Medical Anthropology: The Doctor's White Coat

In the middle of the 19th century they were unable to come up with better and effective remedies which nearly destroyed the reputation of medicine becoming known as quackery. However based on the facts that scientist’s changed the people’s night into day, you could send instantaneous messages and revolutionized transportation  they came up with the idea to begin representing doctors as scientists. It seemed as if science was validated the practice of medicine, rapidly consolidating into a scientific enterprise. Thus shortly after the field and context of medicine changed; they rewrote textbooks and became more of a laboratory science. Although it was the diagnoses of new illnesses and resources that could not be readily taken to patient’s homes that pushed the change of the hospital being viewed as a place where social outcasts died to a place where to took sick people to be healed or, in other words, their view changed from death to life. That, then, urged the changed of uniforms of the staff from the regular black religious ones to the, now, well-known white uniforms signifying life.

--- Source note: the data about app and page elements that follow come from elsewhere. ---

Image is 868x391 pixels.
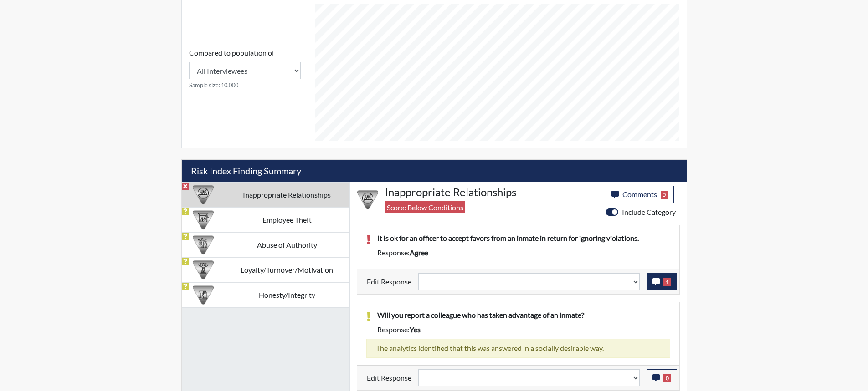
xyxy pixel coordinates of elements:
[622,207,675,218] label: Include Category
[357,189,378,211] img: CATEGORY%20ICON-14.139f8ef7.png
[366,273,411,291] label: Edit Response
[225,207,349,232] td: Employee Theft
[377,310,670,321] p: Will you report a colleague who has taken advantage of an inmate?
[189,48,301,89] div: Consistency Score comparison among population
[193,234,214,256] img: CATEGORY%20ICON-01.94e51fac.png
[663,279,671,287] span: 1
[385,186,598,199] h4: Inappropriate Relationships
[189,48,275,58] label: Compared to population of
[366,370,411,387] label: Edit Response
[663,375,671,383] span: 0
[385,202,465,214] span: Score: Below Conditions
[410,325,420,334] span: yes
[225,232,349,257] td: Abuse of Authority
[647,273,677,291] button: 1
[377,233,670,243] p: It is ok for an officer to accept favors from an inmate in return for ignoring violations.
[193,260,214,280] img: CATEGORY%20ICON-17.40ef8247.png
[193,184,214,206] img: CATEGORY%20ICON-14.139f8ef7.png
[225,283,349,307] td: Honesty/Integrity
[661,191,668,199] span: 0
[606,186,674,203] button: Comments0
[647,370,677,387] button: 0
[189,81,301,89] small: Sample size: 10,000
[411,273,647,291] div: Update the test taker's response, the change might impact the score
[193,210,214,230] img: CATEGORY%20ICON-07.58b65e52.png
[622,190,657,198] span: Comments
[370,248,677,258] div: Response:
[410,248,428,257] span: agree
[411,370,647,387] div: Update the test taker's response, the change might impact the score
[182,160,686,182] h5: Risk Index Finding Summary
[193,284,214,306] img: CATEGORY%20ICON-11.a5f294f4.png
[225,257,349,283] td: Loyalty/Turnover/Motivation
[366,339,670,358] div: The analytics identified that this was answered in a socially desirable way.
[370,325,677,335] div: Response:
[225,182,349,207] td: Inappropriate Relationships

In the 19th century a campaign urged people to get physical examinations, which included the rectal and pelvis, in the hope of improving an individual’s health. In order to overcome the cultural dangers and fears of physical contact they needed something that could protect both the doctor and the patient. As we know, the doctor has his white coat which symbolizes bilateral protection, goodness, purity and so on but in order to perform the pelvic and rectal exam the patient would need to be naked which, eventually, resulted in the creation of the patient examination gown. That is part of the reason why today the patient-physician relationship is more a partnership instead of the doctor being an authoritarian figure.